The personal-injury clock runs from diagnosis, not from exposure. Mesothelioma latency is typically 20 to 50 years, so workers exposed in the 1950s–1980s are being diagnosed today.
Practical first steps
- Document what you remember. Pay stubs, W-2s, union cards, photographs, coworker names, and dates of employment. The WorkChain widget on this page can save a copy you can email yourself.
- Preserve medical records. Pathology reports, biopsy results, imaging, and pulmonary-function tests are central to both civil claims and trust-fund filings.
- Identify household members. Spouses who laundered work clothing and children of plant workers are eligible for secondary-exposure claims when diagnosed with an asbestos-related disease.
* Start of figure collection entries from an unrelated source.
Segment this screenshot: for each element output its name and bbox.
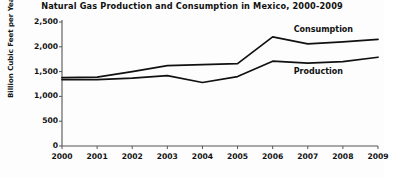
series-label-production: Production [294,67,343,76]
axis-lines [62,20,378,146]
data-series-lines [62,37,378,83]
axis-tick-marks [59,22,378,149]
series-label-consumption: Consumption [294,25,353,34]
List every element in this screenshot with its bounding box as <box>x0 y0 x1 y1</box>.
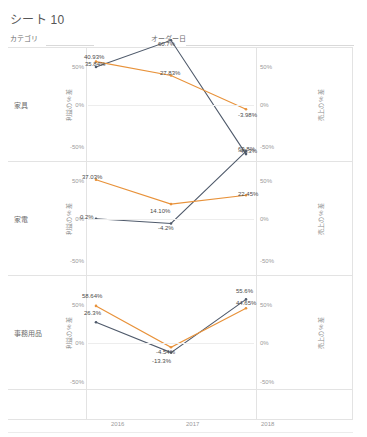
data-label: 40.93% <box>84 54 104 60</box>
right-axis-title: 売上の % 差 <box>316 316 325 349</box>
left-axis-ticks: 50% 0% -50% <box>64 52 84 158</box>
series-profit-line <box>96 299 246 352</box>
zero-gridline <box>88 343 254 344</box>
right-axis-title: 売上の % 差 <box>316 202 325 235</box>
panel-row-office-supplies: 事務用品 利益の % 差 売上の % 差 50% 0% -50% 50% 0% … <box>8 276 353 390</box>
data-point <box>245 307 248 310</box>
data-point <box>170 203 173 206</box>
panel-row-furniture: 家具 利益の % 差 売上の % 差 50% 0% -50% 50% 0% -5… <box>8 48 353 162</box>
ytick-left-bottom: -50% <box>70 379 84 385</box>
series-sales-line <box>96 306 246 347</box>
row-label-category: 事務用品 <box>14 328 42 338</box>
ytick-right-mid: 0% <box>260 216 269 222</box>
right-axis-ticks: 50% 0% -50% <box>260 280 284 386</box>
ytick-left-top: 50% <box>72 64 84 70</box>
ytick-right-bottom: -50% <box>260 258 274 264</box>
data-label: -4.54% <box>156 349 175 355</box>
data-point <box>245 108 248 111</box>
data-label: 58.64% <box>82 293 102 299</box>
series-sales-line <box>96 180 246 204</box>
data-label: 14.10% <box>150 208 170 214</box>
ytick-left-top: 50% <box>72 302 84 308</box>
data-label: 55.6% <box>236 288 253 294</box>
plot-area-furniture: 40.93% 35.84% 60.7% 27.83% -3.98% -46.3% <box>88 52 254 158</box>
ytick-left-bottom: -50% <box>70 144 84 150</box>
page-title: シート 10 <box>10 10 64 27</box>
x-axis-baseline <box>8 419 353 420</box>
data-label: 63.8% <box>238 146 255 152</box>
data-point <box>95 305 98 308</box>
plot-area-office-supplies: 58.64% 26.3% -4.54% -13.3% 55.6% 44.65% <box>88 280 254 386</box>
zero-gridline <box>88 219 254 220</box>
ytick-right-mid: 0% <box>260 340 269 346</box>
data-label: 44.65% <box>236 300 256 306</box>
column-header-band: カテゴリ オーダー日 <box>8 33 353 47</box>
series-profit-line <box>96 40 246 154</box>
series-sales-line <box>96 62 246 110</box>
worksheet-canvas: シート 10 カテゴリ オーダー日 家具 利益の % 差 売上の % 差 50%… <box>0 0 367 437</box>
row-label-category: 家電 <box>14 214 28 224</box>
ytick-left-bottom: -50% <box>70 258 84 264</box>
ytick-right-top: 50% <box>260 64 272 70</box>
ytick-right-bottom: -50% <box>260 379 274 385</box>
data-label: 26.3% <box>84 310 101 316</box>
column-header-category: カテゴリ <box>10 33 38 43</box>
data-label: 60.7% <box>158 41 175 47</box>
data-label: 37.03% <box>82 174 102 180</box>
data-label: -4.2% <box>158 225 174 231</box>
data-label: 0.2% <box>80 214 94 220</box>
data-point <box>95 321 98 324</box>
line-chart-office-supplies <box>88 280 254 386</box>
ytick-right-top: 50% <box>260 302 272 308</box>
header-rule-right <box>186 45 354 46</box>
ytick-right-top: 50% <box>260 178 272 184</box>
right-axis-ticks: 50% 0% -50% <box>260 52 284 158</box>
data-label: 22.45% <box>238 191 258 197</box>
row-label-category: 家具 <box>14 100 28 110</box>
data-label: -13.3% <box>152 358 171 364</box>
zero-gridline <box>88 105 254 106</box>
data-label: -3.98% <box>238 112 257 118</box>
plot-area-appliances: 37.03% 0.2% 14.10% -4.2% 22.45% 63.8% <box>88 166 254 272</box>
right-axis-title: 売上の % 差 <box>316 88 325 121</box>
ytick-left-mid: 0% <box>75 340 84 346</box>
right-axis-ticks: 50% 0% -50% <box>260 166 284 272</box>
panel-row-appliances: 家電 利益の % 差 売上の % 差 50% 0% -50% 50% 0% -5… <box>8 162 353 276</box>
data-label: 27.83% <box>160 70 180 76</box>
data-label: 35.84% <box>85 61 105 67</box>
ytick-right-mid: 0% <box>260 102 269 108</box>
ytick-right-bottom: -50% <box>260 144 274 150</box>
xtick-2018: 2018 <box>261 421 274 427</box>
x-axis: 2016 2017 2018 <box>8 419 353 437</box>
xtick-2016: 2016 <box>111 421 124 427</box>
header-rule-left <box>46 45 94 46</box>
bottom-rule <box>8 432 353 433</box>
xtick-2017: 2017 <box>186 421 199 427</box>
ytick-left-mid: 0% <box>75 102 84 108</box>
left-axis-ticks: 50% 0% -50% <box>64 280 84 386</box>
small-multiples-grid: 家具 利益の % 差 売上の % 差 50% 0% -50% 50% 0% -5… <box>8 47 353 419</box>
- Speak with an asbestos attorney with Indiana experience. The first conversation is free and confidential. Asbestos trust-fund claims and civil claims run on different tracks — both can be pursued in parallel.
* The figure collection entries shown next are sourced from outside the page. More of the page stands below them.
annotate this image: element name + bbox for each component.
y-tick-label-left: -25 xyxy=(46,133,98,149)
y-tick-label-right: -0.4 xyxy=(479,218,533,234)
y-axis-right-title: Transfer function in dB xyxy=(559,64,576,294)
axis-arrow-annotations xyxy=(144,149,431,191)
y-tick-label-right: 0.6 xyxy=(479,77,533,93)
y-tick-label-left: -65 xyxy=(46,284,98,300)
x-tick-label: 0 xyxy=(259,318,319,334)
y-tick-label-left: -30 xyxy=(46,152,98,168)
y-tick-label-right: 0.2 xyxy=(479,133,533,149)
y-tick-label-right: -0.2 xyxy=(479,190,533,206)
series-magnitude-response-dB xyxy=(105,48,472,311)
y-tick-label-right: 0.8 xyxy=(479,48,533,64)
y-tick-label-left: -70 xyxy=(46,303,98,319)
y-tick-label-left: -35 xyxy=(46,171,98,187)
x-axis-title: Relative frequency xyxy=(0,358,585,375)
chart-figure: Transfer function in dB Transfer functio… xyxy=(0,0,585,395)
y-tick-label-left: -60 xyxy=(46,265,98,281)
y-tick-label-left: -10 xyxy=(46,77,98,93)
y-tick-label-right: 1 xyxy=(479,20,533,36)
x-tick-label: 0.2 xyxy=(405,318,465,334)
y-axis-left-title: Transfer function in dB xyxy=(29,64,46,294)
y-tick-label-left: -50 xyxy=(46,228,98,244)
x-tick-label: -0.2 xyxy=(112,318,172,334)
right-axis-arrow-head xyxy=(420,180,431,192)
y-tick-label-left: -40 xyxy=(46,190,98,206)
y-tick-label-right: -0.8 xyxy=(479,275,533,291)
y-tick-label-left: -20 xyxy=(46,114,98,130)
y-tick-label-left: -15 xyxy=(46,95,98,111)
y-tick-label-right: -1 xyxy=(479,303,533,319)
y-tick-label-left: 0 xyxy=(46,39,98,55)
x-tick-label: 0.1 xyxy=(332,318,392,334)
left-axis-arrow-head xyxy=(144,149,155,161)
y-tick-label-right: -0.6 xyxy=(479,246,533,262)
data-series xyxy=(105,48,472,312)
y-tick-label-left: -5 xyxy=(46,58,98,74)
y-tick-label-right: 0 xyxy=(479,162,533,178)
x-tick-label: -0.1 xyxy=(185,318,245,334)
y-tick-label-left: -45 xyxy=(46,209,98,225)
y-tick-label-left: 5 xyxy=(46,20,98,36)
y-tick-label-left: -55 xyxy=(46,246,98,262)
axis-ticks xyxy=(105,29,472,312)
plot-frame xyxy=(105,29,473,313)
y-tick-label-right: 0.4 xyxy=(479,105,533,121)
Asbestos-Related Diseases — Indiana
Asbestos fiber exposure can cause several specific diseases that typically appear decades after the original exposure. The latency period — the gap between exposure and diagnosis — usually runs 20 to 50 years. That's why workers exposed in the 1960s, 1970s, and 1980s are receiving diagnoses today.
Mesothelioma
A rare, aggressive cancer that affects the lining of the lungs (pleural mesothelioma), abdomen (peritoneal), or heart (pericardial). Mesothelioma is almost exclusively caused by asbestos exposure, which is why a mesothelioma diagnosis often points directly to historical workplace exposure. Average latency from first exposure to diagnosis is 30-50 years.
Asbestosis
A chronic, non-cancerous scarring of lung tissue caused by inhaled asbestos fibers. Asbestosis causes progressive shortness of breath, persistent cough, and reduced lung function. It does not improve with treatment, and it is a recognized basis for compensation under most trust schedules and civil claims.
Lung Cancer
Asbestos exposure significantly increases the risk of lung cancer, particularly when combined with a history of smoking. Asbestos-related lung cancer is compensable under the same trust schedules and civil claim avenues as mesothelioma.
Other Recognized Diseases
Pleural plaques, pleural thickening, laryngeal cancer, ovarian cancer, and certain gastrointestinal cancers are also recognized as asbestos-related under various trust schedules and case-law authorities, though eligibility and proof requirements vary by claim type.
If you have any of these diagnoses and you worked at this facility, lived with someone who did, or were exposed in any documented capacity, you may have a claim worth pursuing. Speak with an attorney before assuming you don't qualify.
Data Sources — Indiana
Information about facility equipment, industrial materials, and occupational records referenced on this page is drawn from publicly available sources where applicable, including:
- EPA ECHO Facility Compliance Database — enforcement and compliance records for industrial facilities
- OSHA Establishment Search — federal workplace inspection history
- EIA Form 860 Plant Data — power-plant equipment and ownership records (where applicable)
- Indiana Department of Environmental Management (IDEM) NESHAP asbestos abatement notification records
- Published asbestos trial and trust fund records (publicly filed court documents)
- AsbestosIndex Product & Manufacturer Crosswalk — historical asbestos-containing product schedules linked to manufacturers
If specific equipment or product claims in this article are sourced from a non-public database, the source is identified parenthetically within the text above.